Stroke is an acute focal injury in the brain which results in functional deficits. Among them, deficits in motor control entail high impact on quality of life. Improving upper limb functioning through neurorehabilitation is a major therapeutic target in stroke rehabilitation to maximize patients' functional recovery and reduce long-term disability. Motor deficits such as muscle weakness and spasticity are commonly assessed by means of clinical scales. However, reliability and responsiveness issues limit the ability of these scales to monitor the motor recovery over time. In fact, clinical scales are often supported by objective measures derived from electromyography (EMG) or kinematics - which quantify motor actions from a functional point of view - or from electroencephalography (EEG) - to quantify motor impairment and recovery of the central nervous system.
Aim of the project is to develop a unified multimodal framework integrating EEG, EMG and kinematic signals, able to effectively evaluate the quality of upper limb movements in stroke patients. Such a tool would provide a set of multimodal indices describing and quantifying the upper limb motor impairment induced by the stroke and assessing the recovery induced by a motor rehabilitative intervention.
In the three years of the project, we plan to: i) characterize the motor impairment in stroke patients by means of multimodal features extracted from EEG, EMG and kinematics data; : ii) validate the proposed framework on a dataset collected from 20 healthy subjects and 20 stroke patients during the execution of simple and complex motor tasks; iii) use the measures of motor impairment to assess the recovery induced by a motor rehabilitation treatment supported by brain-computer interface in 20 stroke patients.
The success of the project will provide clinicians with an instrument aiding the planning of neurorehabilitation interventions and the timely monitoring of outcomes.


Look through the listing for the string "panel" and copy out every line that holds it.

### Input records

----------------------------------------

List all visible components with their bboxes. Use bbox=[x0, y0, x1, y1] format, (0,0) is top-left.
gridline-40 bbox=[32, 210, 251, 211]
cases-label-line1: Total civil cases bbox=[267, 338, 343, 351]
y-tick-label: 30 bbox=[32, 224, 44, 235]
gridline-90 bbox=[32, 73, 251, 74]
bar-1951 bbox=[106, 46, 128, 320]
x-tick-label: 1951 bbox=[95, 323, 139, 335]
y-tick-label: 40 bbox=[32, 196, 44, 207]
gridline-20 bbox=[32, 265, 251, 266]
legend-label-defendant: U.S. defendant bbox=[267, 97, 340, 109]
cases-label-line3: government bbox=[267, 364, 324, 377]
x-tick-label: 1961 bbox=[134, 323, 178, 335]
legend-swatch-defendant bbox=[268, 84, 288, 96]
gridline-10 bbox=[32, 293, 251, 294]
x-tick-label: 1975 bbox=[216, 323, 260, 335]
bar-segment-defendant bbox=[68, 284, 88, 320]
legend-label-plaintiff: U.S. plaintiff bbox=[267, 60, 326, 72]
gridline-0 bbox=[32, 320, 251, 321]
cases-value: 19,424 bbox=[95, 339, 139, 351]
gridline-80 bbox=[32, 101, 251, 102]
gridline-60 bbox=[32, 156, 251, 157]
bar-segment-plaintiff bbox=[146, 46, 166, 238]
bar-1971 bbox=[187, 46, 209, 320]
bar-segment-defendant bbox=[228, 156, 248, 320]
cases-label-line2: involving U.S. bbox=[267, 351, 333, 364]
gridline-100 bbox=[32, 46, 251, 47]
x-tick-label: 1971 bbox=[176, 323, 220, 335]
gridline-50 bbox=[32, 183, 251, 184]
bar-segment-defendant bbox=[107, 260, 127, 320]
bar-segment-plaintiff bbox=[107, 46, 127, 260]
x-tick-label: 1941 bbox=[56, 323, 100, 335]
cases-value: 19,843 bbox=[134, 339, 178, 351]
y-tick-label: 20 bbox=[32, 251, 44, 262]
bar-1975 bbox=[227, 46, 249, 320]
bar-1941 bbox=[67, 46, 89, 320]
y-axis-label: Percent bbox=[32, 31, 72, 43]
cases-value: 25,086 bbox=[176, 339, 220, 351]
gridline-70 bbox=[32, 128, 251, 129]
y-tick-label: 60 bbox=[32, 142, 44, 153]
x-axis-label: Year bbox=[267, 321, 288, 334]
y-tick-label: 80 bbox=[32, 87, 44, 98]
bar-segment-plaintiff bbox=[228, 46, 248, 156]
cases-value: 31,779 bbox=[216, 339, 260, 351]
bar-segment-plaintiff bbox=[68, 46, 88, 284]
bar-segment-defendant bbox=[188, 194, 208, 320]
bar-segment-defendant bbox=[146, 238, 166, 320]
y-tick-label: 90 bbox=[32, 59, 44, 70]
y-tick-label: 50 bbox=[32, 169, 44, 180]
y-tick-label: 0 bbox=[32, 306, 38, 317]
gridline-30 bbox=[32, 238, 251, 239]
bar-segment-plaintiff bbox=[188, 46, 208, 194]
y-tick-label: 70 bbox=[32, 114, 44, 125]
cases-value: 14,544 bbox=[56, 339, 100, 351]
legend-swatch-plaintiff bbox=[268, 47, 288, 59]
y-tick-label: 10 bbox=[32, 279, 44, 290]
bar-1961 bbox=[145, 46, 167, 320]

----------------------------------------

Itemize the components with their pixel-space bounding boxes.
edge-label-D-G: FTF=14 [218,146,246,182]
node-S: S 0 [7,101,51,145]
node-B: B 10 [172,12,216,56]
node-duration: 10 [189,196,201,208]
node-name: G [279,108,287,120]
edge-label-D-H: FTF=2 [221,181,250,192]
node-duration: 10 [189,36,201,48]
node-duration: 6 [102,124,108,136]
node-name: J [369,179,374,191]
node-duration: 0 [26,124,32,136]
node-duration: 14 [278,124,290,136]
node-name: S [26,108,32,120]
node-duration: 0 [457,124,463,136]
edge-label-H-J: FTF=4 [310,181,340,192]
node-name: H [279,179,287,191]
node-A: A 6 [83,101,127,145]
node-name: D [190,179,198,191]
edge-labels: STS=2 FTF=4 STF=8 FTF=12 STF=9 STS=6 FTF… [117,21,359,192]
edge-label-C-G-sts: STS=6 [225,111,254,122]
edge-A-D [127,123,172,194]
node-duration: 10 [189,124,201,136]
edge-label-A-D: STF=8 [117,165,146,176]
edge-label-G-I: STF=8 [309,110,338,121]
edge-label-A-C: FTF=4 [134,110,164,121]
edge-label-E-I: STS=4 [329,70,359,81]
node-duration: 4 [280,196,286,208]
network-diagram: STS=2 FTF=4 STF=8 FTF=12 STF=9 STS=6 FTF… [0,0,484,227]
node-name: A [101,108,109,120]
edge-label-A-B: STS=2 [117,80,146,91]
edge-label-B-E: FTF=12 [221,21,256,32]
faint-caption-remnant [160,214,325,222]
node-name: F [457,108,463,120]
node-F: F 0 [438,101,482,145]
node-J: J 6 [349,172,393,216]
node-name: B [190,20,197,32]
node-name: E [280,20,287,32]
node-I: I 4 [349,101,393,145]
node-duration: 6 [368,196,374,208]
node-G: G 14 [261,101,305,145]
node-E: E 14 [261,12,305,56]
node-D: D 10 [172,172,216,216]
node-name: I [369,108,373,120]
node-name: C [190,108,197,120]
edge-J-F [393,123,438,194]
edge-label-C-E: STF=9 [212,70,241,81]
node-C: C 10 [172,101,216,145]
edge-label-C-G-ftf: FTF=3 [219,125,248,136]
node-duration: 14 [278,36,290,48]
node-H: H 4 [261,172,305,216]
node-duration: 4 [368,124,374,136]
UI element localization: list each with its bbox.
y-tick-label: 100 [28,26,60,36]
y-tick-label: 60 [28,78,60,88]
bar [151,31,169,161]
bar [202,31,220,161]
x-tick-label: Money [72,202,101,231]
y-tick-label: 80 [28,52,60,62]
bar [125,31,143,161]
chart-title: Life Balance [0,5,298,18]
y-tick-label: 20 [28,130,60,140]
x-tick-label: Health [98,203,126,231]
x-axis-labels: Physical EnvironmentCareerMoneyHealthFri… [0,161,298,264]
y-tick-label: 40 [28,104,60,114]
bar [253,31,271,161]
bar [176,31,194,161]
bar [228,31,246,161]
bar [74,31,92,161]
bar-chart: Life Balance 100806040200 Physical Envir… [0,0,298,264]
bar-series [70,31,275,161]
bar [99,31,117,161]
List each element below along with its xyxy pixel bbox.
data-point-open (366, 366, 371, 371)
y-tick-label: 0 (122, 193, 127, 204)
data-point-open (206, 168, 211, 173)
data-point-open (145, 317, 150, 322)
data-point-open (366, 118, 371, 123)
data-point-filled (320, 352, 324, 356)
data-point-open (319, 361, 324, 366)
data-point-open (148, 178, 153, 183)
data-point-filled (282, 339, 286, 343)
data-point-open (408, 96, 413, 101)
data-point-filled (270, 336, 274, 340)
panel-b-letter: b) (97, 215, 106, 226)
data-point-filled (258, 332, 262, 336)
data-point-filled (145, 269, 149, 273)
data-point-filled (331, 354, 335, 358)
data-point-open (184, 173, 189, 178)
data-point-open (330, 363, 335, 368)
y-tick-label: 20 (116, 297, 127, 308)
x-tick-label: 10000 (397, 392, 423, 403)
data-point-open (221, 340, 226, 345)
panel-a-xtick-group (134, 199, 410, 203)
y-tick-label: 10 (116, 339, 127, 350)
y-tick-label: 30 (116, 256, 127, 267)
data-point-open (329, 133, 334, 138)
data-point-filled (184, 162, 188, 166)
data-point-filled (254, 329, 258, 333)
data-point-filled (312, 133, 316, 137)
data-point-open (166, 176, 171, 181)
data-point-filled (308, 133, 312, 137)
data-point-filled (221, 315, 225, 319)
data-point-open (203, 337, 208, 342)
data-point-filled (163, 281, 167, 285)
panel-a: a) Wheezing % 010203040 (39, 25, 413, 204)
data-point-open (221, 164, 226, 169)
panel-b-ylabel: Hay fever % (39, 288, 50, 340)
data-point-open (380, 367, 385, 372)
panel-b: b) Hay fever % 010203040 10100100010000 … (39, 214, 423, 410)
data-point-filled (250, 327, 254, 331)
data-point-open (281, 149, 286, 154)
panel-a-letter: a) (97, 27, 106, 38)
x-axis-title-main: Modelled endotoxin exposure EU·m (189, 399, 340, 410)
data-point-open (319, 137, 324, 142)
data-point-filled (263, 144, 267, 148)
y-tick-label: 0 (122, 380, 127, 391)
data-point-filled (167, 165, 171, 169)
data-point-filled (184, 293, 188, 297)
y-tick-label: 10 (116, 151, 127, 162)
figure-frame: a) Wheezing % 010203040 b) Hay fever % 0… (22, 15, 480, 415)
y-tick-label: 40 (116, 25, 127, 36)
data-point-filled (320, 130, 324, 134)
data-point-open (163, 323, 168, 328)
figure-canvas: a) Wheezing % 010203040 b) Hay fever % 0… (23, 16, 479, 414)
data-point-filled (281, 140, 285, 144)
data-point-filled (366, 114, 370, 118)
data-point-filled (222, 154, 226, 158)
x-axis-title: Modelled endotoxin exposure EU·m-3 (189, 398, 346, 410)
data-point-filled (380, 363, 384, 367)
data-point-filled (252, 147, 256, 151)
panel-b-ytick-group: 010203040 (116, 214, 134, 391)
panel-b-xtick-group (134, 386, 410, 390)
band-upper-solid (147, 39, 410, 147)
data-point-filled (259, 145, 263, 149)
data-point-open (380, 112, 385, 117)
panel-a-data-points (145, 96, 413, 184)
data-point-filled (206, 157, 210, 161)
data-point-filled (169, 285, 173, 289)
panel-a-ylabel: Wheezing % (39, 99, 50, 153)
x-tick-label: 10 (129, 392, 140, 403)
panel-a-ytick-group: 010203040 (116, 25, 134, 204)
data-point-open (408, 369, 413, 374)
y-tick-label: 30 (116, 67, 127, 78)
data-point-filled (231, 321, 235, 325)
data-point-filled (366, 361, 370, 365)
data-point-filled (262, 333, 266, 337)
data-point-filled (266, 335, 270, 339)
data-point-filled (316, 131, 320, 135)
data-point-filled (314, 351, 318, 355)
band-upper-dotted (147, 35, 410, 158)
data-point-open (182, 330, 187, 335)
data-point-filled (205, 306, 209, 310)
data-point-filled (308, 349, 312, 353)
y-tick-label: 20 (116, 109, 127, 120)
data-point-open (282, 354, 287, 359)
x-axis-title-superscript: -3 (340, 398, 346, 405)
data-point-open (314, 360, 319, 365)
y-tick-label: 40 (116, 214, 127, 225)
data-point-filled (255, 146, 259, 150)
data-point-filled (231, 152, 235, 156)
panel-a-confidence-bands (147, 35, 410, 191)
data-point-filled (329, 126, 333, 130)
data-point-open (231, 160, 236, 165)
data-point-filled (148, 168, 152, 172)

----------------------------------------

### Your response
panel-b-letter: b) (97, 215, 106, 226)
panel-a-xtick-group (134, 199, 410, 203)
panel-a: a) Wheezing % 010203040 (39, 25, 413, 204)
panel-b-ylabel: Hay fever % (39, 288, 50, 340)
panel-b: b) Hay fever % 010203040 10100100010000 … (39, 214, 423, 410)
panel-a-letter: a) (97, 27, 106, 38)
panel-b-ytick-group: 010203040 (116, 214, 134, 391)
panel-b-xtick-group (134, 386, 410, 390)
panel-a-data-points (145, 96, 413, 184)
panel-a-ylabel: Wheezing % (39, 99, 50, 153)
panel-a-ytick-group: 010203040 (116, 25, 134, 204)
panel-a-confidence-bands (147, 35, 410, 191)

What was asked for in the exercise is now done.